Crossroads
Apr 2, 2014
Bishop Hill in Climate: Parliament, Royal Society

I've gone on record in the past as saying that the Royal Society is little more than a political campaigning body, a criticism that I understand has not gone down too well at Carlton House Gardens. I was therefore interested to see the SciTech Committee's reminder that the Royal benefits from considerable quantities of public funding, and a suggestion that it might like to pull its weight on the public relations front (although Sir Paul Nurse's considerable campaigning efforts are noted approvingly):

89. The Royal Society receives the majority of its funding, £47.1 million a year, from the Government. Block 2 of its delivery plan up to 2015 is for Science Communication and  Education but, of the £515,000 a year allocated to science communication since 2011, very little appears to have been spent on communicating on climate science. The public profile the Society has on this issue is due to the ongoing debate about climate science taking place directly between Sir Paul Nurse, President of the Royal Society, and Lord Lawson from the Global Warming Policy foundation. This debate has been widely reported in the press.

90. Sir Paul Nurse has very publicly engaged with prominent climate sceptics in the past. But the same is not true of the Royal Society as a whole. The launch of its joint report with the US National Academy of Sciences could have been used better to promote and communicate accurately the most up-to-date science to a non-specialist audience.

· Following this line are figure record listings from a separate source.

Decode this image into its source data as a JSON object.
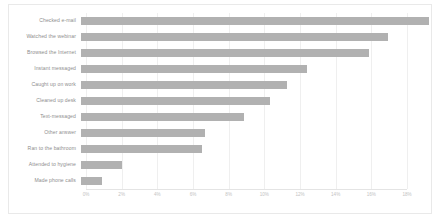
{
  "chart_data": {
    "type": "bar",
    "orientation": "horizontal",
    "title": "",
    "subtitle": "",
    "xlabel": "",
    "ylabel": "",
    "xlim": [
      0,
      18
    ],
    "xtick_labels": [
      "0%",
      "2%",
      "4%",
      "6%",
      "8%",
      "10%",
      "12%",
      "14%",
      "16%",
      "18%"
    ],
    "xtick_values": [
      0,
      2,
      4,
      6,
      8,
      10,
      12,
      14,
      16,
      18
    ],
    "grid": true,
    "legend": "none",
    "units": "%",
    "bar_color": "#b1b1b1",
    "grid_color": "#efefef",
    "label_color": "#8d8d8d",
    "tick_color": "#c3c3c3",
    "categories": [
      "Checked e-mail",
      "Watched the webinar",
      "Browsed the Internet",
      "Instant messaged",
      "Caught up on work",
      "Cleaned up desk",
      "Text-messaged",
      "Other answer",
      "Ran to the bathroom",
      "Attended to hygiene",
      "Made phone calls"
    ],
    "values": [
      17.9,
      15.8,
      14.8,
      11.6,
      10.6,
      9.7,
      8.4,
      6.4,
      6.2,
      2.1,
      1.1
    ],
    "bars": [
      {
        "label": "Checked e-mail",
        "value": 17.9
      },
      {
        "label": "Watched the webinar",
        "value": 15.8
      },
      {
        "label": "Browsed the Internet",
        "value": 14.8
      },
      {
        "label": "Instant messaged",
        "value": 11.6
      },
      {
        "label": "Caught up on work",
        "value": 10.6
      },
      {
        "label": "Cleaned up desk",
        "value": 9.7
      },
      {
        "label": "Text-messaged",
        "value": 8.4
      },
      {
        "label": "Other answer",
        "value": 6.4
      },
      {
        "label": "Ran to the bathroom",
        "value": 6.2
      },
      {
        "label": "Attended to hygiene",
        "value": 2.1
      },
      {
        "label": "Made phone calls",
        "value": 1.1
      }
    ]
  }
}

Faust sold his soul to the devil in exchange for worldly pleasures and unlimited knowledge. Robert Johnson parted with his soul at the crossroads at Clarksdale Mississippi in return for mastery of his guitar. The reward for the Royal Society, meanwhile, was a steady stream of future government funding. However, like those that went before, the great minds at the Royal have discovered that the price really does have to be paid. The government machine wants action and the Fellows have little choice but to jump.